The decision also reinforces the evidential and conceptual threshold for wrongful dissipation. UZN v UZM provides the framework, but DDM v DDL demonstrates that not every transfer or reallocation of value near divorce will be treated as wrongful dissipation. Where the alleged conduct does not resemble the paradigmatic wrongful dissipation examples and where the facts align more closely with post-breakdown acquisition cases, courts may exclude the asset from the matrimonial pool rather than add it back.

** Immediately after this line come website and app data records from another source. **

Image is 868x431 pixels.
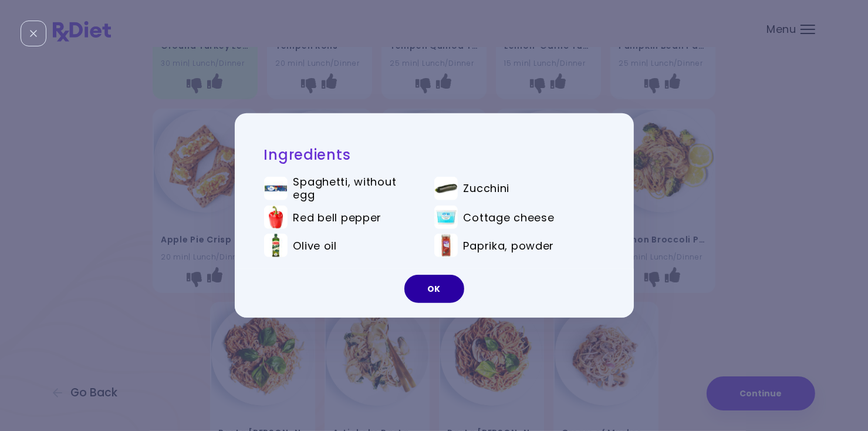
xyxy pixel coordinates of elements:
[293,176,417,201] span: Spaghetti, without egg
[21,21,47,47] div: Close
[293,239,337,252] span: Olive oil
[464,239,555,252] span: Paprika, powder
[464,211,555,224] span: Cottage cheese
[405,275,465,303] button: OK
[464,182,510,195] span: Zucchini
[293,211,382,224] span: Red bell pepper
[264,146,605,164] h2: Ingredients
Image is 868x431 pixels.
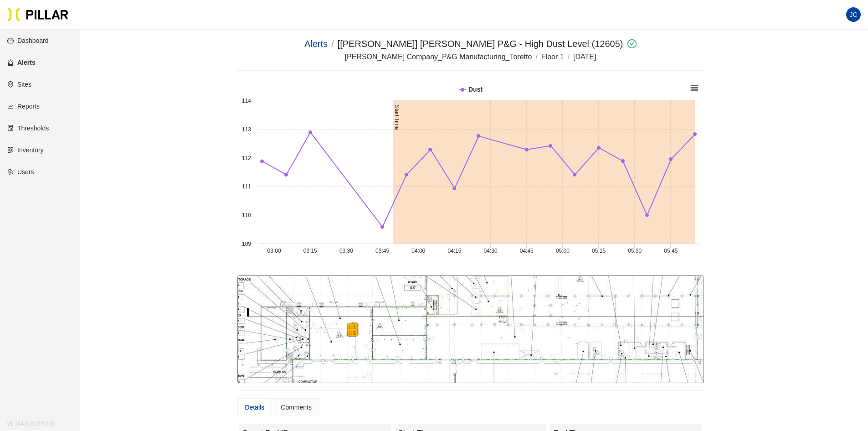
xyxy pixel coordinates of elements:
[267,247,280,254] text: 03:00
[7,146,44,154] a: qrcodeInventory
[241,240,250,247] text: 109
[850,7,857,22] span: JC
[664,247,678,254] text: 05:45
[568,53,569,61] span: /
[412,247,425,254] text: 04:00
[555,247,569,254] text: 05:00
[535,53,537,61] span: /
[338,38,589,48] a: [[PERSON_NAME]] [PERSON_NAME] P&G - High Dust Level
[241,212,250,218] text: 110
[7,81,31,88] a: environmentSites
[304,38,328,48] a: Alerts
[592,247,605,254] text: 05:15
[303,247,316,254] text: 03:15
[338,38,637,48] span: (12605)
[7,59,35,66] a: alertAlerts
[542,53,564,61] span: Floor 1
[331,38,334,48] span: /
[573,53,596,61] span: [DATE]
[7,168,34,175] a: teamUsers
[519,247,533,254] text: 04:45
[483,247,497,254] text: 04:30
[448,247,461,254] text: 04:15
[628,247,641,254] text: 05:30
[336,322,369,337] img: Marker
[241,183,250,190] text: 111
[241,98,250,104] text: 114
[345,53,532,61] span: [PERSON_NAME] Company_P&G Manufacturing_Toretto
[245,402,265,412] div: Details
[7,102,40,110] a: line-chartReports
[241,126,250,133] text: 113
[625,39,637,48] span: check-circle
[339,247,353,254] text: 03:30
[7,7,68,22] img: Pillar Technologies
[7,37,48,45] a: dashboardDashboard
[7,124,48,131] a: exceptionThresholds
[376,247,389,254] text: 03:45
[469,86,482,93] tspan: Dust
[280,402,312,412] div: Comments
[241,155,250,161] text: 112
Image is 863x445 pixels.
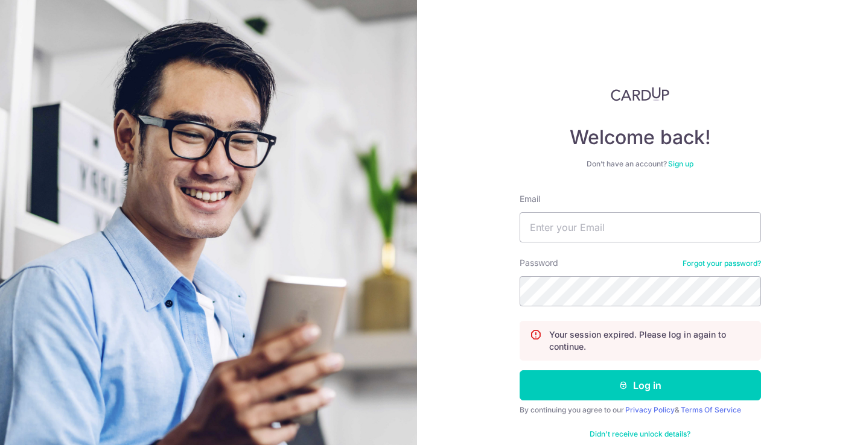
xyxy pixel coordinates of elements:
input: Enter your Email [519,212,761,242]
a: Terms Of Service [680,405,741,414]
p: Your session expired. Please log in again to continue. [549,329,750,353]
h4: Welcome back! [519,125,761,150]
label: Email [519,193,540,205]
div: By continuing you agree to our & [519,405,761,415]
div: Don’t have an account? [519,159,761,169]
a: Forgot your password? [682,259,761,268]
a: Didn't receive unlock details? [589,429,690,439]
label: Password [519,257,558,269]
a: Privacy Policy [625,405,674,414]
button: Log in [519,370,761,400]
img: CardUp Logo [610,87,670,101]
a: Sign up [668,159,693,168]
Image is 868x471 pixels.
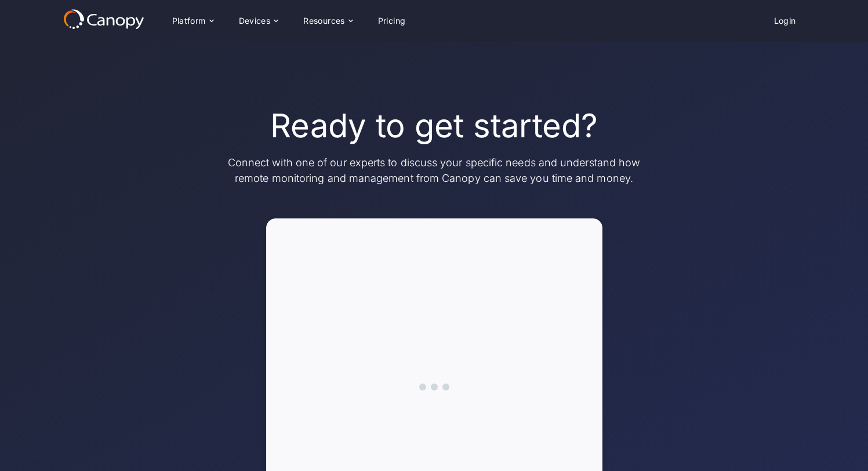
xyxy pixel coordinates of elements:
[172,17,206,25] div: Platform
[239,17,270,25] div: Devices
[226,155,642,186] p: Connect with one of our experts to discuss your specific needs and understand how remote monitori...
[303,17,345,25] div: Resources
[764,10,805,31] a: Login
[368,10,415,31] a: Pricing
[270,107,598,146] h1: Ready to get started?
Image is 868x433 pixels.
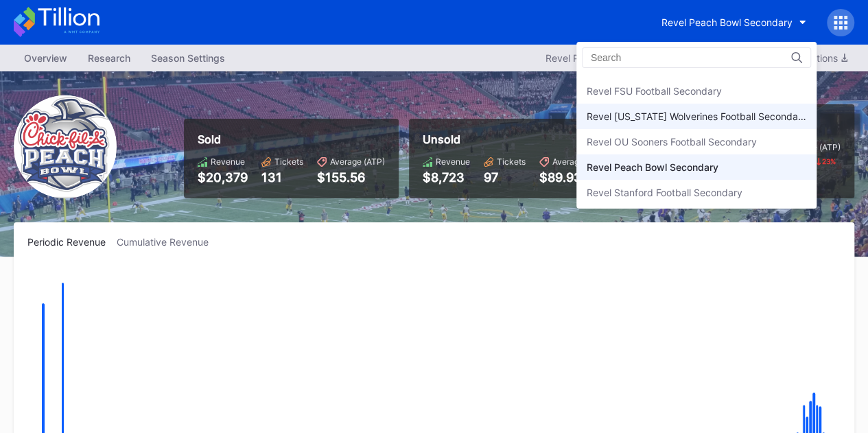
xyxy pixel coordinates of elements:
[587,136,757,147] div: Revel OU Sooners Football Secondary
[587,85,722,97] div: Revel FSU Football Secondary
[587,161,718,173] div: Revel Peach Bowl Secondary
[587,187,743,198] div: Revel Stanford Football Secondary
[591,52,711,63] input: Search
[587,110,807,122] div: Revel [US_STATE] Wolverines Football Secondary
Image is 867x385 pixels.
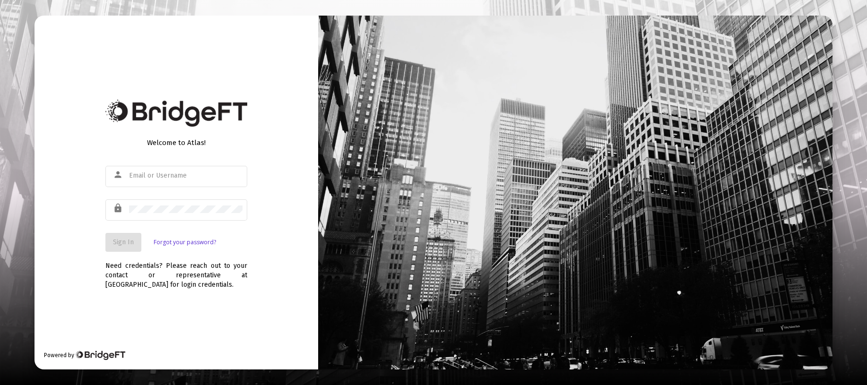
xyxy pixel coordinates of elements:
button: Sign In [105,233,141,252]
div: Powered by [44,351,125,360]
img: Bridge Financial Technology Logo [75,351,125,360]
input: Email or Username [129,172,243,180]
img: Bridge Financial Technology Logo [105,100,247,127]
div: Welcome to Atlas! [105,138,247,148]
a: Forgot your password? [154,238,216,247]
mat-icon: lock [113,203,124,214]
mat-icon: person [113,169,124,181]
span: Sign In [113,238,134,246]
div: Need credentials? Please reach out to your contact or representative at [GEOGRAPHIC_DATA] for log... [105,252,247,290]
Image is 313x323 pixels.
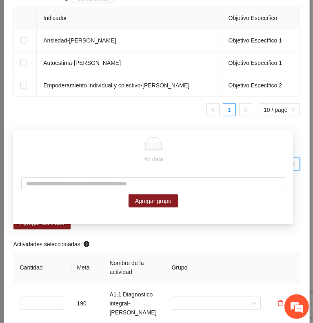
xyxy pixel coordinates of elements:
span: Actividades seleccionadas: [13,240,91,249]
span: Grupo [172,264,188,271]
span: No hay ninguna conversación en curso [20,121,139,204]
td: Empoderamiento individual y colectivo-[PERSON_NAME] [37,74,222,97]
th: Meta [71,252,103,283]
td: Ansiedad-[PERSON_NAME] [37,29,222,52]
div: Minimizar ventana de chat en vivo [134,4,154,24]
td: Autoestima-[PERSON_NAME] [37,52,222,74]
td: Objetivo Específico 1 [222,52,300,74]
div: No data [18,155,289,164]
li: Next Page [239,103,252,116]
button: left [207,103,220,116]
span: 10 / page [264,104,295,116]
div: Page Size [259,103,300,116]
th: Nombre de la actividad [103,252,165,283]
span: left [211,108,216,113]
li: 1 [223,103,236,116]
a: 1 [223,104,236,116]
td: Objetivo Específico 2 [222,74,300,97]
li: Previous Page [207,103,220,116]
div: Conversaciones [42,42,137,52]
th: Indicador [37,7,222,29]
span: Agregar grupo [135,196,172,205]
span: Cantidad [20,264,43,271]
span: right [243,108,248,113]
button: right [239,103,252,116]
div: Chatear ahora [44,216,116,232]
td: Objetivo Específico 1 [222,29,300,52]
span: delete [274,300,287,307]
span: question-circle [84,241,89,247]
th: Objetivo Específico [222,7,300,29]
button: Agregar grupo [129,194,178,207]
button: delete [274,297,287,310]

For family lawyers advising clients, the case highlights the importance of evidence on contribution and purpose. Parties who claim exclusion will benefit from demonstrating separation, lack of contribution, and the genuine post-breakdown nature of the asset’s acquisition. Conversely, parties alleging wrongful dissipation must marshal evidence showing not merely that assets were moved or created near divorce, but that the purpose was to deplete the matrimonial pool.

Legislation Referenced

  • (Not specified in the provided extract.)

Cases Cited

  • BPC v BPB and another appeal [2019] 1 SLR 608
  • Yeo Chong Lin v Tay Ang Choo Nancy and another appeal [2011] 2 SLR 1157
  • Lim Ngeok Yuen v Lim Soon Heng Victor [2006] SGHC 83
  • Woon Wee Lee v Koh Ai Hua [2012] SGHC 128
  • UZN v UZM [2021] 1 SLR 426
  • DDM v DDL [2023] SGHCF 42 (the present case)
  • Other cited authorities listed in metadata: [2013] SGHC 66; [2020] SGHCF 23 (not detailed in the provided extract)

Source Documents

This article analyses [2023] SGHCF 42 for legal research and educational purposes. It does not constitute legal advice. Readers should consult the full judgment for the Court's complete reasoning.